Exercise objective:
Copy word for word, please, the lines of the entries below running from the one containing "has width=1394, height=784." to the one containing "What do you see at coordinates (355, 391)", both ends included.

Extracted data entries
Start of Block

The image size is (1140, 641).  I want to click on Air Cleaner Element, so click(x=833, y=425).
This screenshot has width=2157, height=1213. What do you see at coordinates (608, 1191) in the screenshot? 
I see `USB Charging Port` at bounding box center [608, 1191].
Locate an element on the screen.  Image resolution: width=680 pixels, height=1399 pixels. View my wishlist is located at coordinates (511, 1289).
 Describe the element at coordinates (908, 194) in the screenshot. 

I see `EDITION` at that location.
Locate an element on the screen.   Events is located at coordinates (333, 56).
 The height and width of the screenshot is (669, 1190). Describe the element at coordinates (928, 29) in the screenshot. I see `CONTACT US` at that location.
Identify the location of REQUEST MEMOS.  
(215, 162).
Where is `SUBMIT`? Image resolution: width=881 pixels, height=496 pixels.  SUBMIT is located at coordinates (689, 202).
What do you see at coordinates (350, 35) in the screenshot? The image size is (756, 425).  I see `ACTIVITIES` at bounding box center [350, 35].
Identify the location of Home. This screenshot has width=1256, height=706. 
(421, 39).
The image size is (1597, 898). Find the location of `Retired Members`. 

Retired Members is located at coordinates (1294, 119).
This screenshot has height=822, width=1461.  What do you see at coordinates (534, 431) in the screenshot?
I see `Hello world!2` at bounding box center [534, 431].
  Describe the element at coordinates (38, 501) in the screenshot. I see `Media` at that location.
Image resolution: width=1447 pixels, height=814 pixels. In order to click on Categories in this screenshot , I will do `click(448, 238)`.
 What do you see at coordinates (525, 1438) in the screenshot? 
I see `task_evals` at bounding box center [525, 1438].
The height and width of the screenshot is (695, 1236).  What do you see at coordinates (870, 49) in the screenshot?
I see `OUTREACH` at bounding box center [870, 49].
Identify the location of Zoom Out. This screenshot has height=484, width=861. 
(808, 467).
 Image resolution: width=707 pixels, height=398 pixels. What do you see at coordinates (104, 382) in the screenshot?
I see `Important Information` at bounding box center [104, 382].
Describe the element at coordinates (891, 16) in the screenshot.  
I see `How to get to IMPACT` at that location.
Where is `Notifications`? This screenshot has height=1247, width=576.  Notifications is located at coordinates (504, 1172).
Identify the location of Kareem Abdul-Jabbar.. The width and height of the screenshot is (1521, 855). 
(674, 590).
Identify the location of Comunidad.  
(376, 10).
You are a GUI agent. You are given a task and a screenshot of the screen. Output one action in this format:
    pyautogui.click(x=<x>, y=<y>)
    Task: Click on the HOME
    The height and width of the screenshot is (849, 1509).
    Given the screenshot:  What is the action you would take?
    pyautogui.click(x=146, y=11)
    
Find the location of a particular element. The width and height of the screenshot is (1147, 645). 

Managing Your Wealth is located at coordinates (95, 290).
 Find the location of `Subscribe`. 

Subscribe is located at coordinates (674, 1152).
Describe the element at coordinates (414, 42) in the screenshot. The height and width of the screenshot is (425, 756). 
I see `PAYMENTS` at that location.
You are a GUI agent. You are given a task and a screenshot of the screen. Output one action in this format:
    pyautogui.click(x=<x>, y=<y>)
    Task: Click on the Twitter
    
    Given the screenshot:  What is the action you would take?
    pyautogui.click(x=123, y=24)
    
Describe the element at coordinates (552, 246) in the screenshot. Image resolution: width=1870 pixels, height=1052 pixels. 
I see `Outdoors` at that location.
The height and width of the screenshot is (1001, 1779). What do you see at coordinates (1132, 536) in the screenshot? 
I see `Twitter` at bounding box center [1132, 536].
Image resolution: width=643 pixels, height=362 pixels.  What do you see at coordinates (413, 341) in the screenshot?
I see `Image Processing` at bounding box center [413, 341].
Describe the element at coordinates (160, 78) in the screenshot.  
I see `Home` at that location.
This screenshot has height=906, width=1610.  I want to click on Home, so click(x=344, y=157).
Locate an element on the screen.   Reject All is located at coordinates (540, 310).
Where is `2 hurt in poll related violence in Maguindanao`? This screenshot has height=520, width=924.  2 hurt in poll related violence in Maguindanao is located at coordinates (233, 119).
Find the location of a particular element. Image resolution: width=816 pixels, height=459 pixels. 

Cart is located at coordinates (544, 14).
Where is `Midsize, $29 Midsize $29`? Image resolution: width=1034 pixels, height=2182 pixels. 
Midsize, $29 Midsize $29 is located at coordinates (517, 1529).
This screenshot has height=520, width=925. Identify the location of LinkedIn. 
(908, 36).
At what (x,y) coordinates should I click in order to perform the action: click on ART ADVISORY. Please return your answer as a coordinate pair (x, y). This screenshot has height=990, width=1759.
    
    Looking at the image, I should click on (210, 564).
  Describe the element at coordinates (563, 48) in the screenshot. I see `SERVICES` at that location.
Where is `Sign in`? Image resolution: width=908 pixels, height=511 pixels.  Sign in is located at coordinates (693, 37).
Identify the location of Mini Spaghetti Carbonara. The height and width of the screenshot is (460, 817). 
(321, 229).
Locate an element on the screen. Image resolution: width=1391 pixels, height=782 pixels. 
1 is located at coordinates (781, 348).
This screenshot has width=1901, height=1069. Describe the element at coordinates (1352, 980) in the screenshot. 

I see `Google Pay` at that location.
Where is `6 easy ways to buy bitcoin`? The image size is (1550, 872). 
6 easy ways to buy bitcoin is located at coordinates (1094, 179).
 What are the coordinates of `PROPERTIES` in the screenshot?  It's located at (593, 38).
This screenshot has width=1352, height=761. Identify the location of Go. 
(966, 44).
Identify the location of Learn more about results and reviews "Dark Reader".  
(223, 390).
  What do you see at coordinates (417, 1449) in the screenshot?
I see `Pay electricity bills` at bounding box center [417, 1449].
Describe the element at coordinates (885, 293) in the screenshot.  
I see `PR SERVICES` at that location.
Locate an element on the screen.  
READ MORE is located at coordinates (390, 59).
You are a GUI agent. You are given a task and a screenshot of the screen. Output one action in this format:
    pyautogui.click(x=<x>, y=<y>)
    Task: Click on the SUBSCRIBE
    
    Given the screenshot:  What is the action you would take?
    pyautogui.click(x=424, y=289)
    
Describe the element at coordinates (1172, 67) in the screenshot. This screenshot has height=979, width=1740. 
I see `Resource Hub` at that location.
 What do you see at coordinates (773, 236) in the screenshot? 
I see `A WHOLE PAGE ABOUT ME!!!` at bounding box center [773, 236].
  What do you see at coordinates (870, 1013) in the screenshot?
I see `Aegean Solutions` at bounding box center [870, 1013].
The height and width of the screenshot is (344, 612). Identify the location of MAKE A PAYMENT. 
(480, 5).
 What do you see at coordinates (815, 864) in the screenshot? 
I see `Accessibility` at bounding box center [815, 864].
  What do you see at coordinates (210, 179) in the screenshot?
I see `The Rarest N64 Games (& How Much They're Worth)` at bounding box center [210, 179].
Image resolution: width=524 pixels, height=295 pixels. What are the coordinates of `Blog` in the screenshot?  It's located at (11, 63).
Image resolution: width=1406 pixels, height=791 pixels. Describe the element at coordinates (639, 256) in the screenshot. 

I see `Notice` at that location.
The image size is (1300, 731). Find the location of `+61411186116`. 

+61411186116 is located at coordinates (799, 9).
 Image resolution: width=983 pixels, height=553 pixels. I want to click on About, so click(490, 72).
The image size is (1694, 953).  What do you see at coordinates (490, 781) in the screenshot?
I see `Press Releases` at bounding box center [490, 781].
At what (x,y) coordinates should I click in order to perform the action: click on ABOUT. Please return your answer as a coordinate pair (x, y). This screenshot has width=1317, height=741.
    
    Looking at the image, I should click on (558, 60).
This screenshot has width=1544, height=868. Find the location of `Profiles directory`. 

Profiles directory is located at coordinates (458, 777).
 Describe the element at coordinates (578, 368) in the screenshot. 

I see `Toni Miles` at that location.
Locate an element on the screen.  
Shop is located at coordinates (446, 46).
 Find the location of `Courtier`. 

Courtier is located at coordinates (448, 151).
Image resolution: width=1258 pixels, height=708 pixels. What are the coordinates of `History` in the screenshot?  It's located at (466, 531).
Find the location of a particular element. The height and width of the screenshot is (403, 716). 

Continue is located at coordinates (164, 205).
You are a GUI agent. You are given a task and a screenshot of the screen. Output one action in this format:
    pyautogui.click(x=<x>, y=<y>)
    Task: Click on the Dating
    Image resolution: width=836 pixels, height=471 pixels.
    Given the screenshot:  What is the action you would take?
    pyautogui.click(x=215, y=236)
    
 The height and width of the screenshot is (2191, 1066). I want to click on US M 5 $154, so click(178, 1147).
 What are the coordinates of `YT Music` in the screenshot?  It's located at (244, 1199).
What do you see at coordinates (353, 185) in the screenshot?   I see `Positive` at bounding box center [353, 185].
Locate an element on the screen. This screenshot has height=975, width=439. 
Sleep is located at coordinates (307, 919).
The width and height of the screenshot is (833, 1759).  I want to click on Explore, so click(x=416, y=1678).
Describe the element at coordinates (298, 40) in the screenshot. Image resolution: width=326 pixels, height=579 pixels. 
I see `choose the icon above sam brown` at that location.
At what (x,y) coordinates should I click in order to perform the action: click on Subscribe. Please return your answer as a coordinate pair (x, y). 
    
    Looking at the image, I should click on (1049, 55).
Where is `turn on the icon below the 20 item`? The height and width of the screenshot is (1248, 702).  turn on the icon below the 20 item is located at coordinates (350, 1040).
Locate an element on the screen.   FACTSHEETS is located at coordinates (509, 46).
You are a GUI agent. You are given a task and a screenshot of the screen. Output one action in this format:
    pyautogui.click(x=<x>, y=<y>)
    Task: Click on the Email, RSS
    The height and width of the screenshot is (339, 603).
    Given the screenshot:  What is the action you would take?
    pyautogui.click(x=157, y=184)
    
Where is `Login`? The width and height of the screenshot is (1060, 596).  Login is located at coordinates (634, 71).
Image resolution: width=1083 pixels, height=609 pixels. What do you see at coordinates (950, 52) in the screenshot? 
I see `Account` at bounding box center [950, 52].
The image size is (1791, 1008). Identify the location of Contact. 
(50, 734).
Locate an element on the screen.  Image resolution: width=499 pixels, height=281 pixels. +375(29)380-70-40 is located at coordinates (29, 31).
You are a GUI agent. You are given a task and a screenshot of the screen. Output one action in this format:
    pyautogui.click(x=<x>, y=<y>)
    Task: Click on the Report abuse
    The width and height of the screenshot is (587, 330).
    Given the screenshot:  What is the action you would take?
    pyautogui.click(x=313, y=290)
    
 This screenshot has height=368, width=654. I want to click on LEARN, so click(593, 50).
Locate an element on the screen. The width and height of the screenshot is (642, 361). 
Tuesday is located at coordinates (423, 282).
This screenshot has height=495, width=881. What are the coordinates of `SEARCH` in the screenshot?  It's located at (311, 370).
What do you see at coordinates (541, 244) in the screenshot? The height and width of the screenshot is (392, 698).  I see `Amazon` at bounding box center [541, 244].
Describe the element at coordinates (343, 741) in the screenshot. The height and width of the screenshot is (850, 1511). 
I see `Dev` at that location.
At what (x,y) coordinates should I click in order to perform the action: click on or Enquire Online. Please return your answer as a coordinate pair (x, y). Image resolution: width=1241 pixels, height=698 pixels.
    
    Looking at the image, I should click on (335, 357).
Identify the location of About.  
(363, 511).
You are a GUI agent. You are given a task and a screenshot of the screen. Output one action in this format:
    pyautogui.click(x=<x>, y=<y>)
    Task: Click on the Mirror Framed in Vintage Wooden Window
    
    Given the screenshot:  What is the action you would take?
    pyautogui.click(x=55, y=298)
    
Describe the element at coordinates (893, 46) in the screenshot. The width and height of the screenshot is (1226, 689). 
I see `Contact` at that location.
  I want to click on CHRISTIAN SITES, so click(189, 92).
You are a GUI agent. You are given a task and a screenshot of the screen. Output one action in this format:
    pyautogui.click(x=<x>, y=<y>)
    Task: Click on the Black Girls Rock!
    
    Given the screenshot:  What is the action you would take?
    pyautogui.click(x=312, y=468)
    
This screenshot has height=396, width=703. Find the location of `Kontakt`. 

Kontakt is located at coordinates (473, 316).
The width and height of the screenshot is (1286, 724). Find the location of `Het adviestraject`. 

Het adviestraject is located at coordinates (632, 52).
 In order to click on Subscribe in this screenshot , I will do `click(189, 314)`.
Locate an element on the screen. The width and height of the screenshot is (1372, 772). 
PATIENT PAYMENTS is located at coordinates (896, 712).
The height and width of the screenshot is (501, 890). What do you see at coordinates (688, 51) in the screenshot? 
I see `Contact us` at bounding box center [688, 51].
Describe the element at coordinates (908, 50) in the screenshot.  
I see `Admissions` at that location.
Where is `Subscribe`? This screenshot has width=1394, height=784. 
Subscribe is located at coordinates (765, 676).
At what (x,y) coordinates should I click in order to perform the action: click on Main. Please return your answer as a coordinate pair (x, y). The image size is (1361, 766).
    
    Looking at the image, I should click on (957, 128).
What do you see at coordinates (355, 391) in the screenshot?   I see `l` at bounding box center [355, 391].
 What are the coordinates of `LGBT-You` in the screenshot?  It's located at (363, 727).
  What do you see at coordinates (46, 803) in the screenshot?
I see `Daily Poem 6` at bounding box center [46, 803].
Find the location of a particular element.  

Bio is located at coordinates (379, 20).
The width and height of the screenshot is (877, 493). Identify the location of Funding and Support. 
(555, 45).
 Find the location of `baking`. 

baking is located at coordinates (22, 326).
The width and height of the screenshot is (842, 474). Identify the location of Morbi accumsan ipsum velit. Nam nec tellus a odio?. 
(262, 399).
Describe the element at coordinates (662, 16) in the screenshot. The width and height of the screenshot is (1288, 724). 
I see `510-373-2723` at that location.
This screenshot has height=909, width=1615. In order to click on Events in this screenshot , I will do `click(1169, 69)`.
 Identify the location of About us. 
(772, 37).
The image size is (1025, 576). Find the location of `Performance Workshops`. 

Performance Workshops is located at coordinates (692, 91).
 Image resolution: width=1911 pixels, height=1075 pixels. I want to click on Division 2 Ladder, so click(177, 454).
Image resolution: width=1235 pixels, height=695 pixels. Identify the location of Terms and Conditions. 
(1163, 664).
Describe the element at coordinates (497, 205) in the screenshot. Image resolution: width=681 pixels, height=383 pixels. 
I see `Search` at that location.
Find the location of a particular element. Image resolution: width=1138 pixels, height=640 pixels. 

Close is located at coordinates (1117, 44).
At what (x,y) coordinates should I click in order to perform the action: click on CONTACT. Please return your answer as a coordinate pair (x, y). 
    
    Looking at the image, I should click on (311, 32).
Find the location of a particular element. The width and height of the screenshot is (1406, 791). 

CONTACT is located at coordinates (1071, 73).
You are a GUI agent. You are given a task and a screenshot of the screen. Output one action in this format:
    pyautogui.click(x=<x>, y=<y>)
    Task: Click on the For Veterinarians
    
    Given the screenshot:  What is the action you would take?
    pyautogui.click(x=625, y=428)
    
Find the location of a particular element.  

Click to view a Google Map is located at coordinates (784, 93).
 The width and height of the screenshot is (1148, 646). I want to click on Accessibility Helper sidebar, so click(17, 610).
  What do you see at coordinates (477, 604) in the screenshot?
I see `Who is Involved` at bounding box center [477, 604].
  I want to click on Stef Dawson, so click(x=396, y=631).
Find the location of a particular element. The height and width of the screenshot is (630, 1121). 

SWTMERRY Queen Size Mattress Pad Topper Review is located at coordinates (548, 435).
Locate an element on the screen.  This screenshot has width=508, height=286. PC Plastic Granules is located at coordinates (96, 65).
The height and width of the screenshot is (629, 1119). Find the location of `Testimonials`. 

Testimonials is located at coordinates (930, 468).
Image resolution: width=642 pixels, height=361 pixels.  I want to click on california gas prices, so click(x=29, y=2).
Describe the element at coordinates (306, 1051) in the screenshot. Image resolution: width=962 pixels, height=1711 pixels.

End of Block

Task solution:
Where is `Subscribe`? This screenshot has width=1394, height=784. 
Subscribe is located at coordinates (765, 676).
At what (x,y) coordinates should I click in order to perform the action: click on Main. Please return your answer as a coordinate pair (x, y). The image size is (1361, 766).
    
    Looking at the image, I should click on (957, 128).
What do you see at coordinates (355, 391) in the screenshot?   I see `l` at bounding box center [355, 391].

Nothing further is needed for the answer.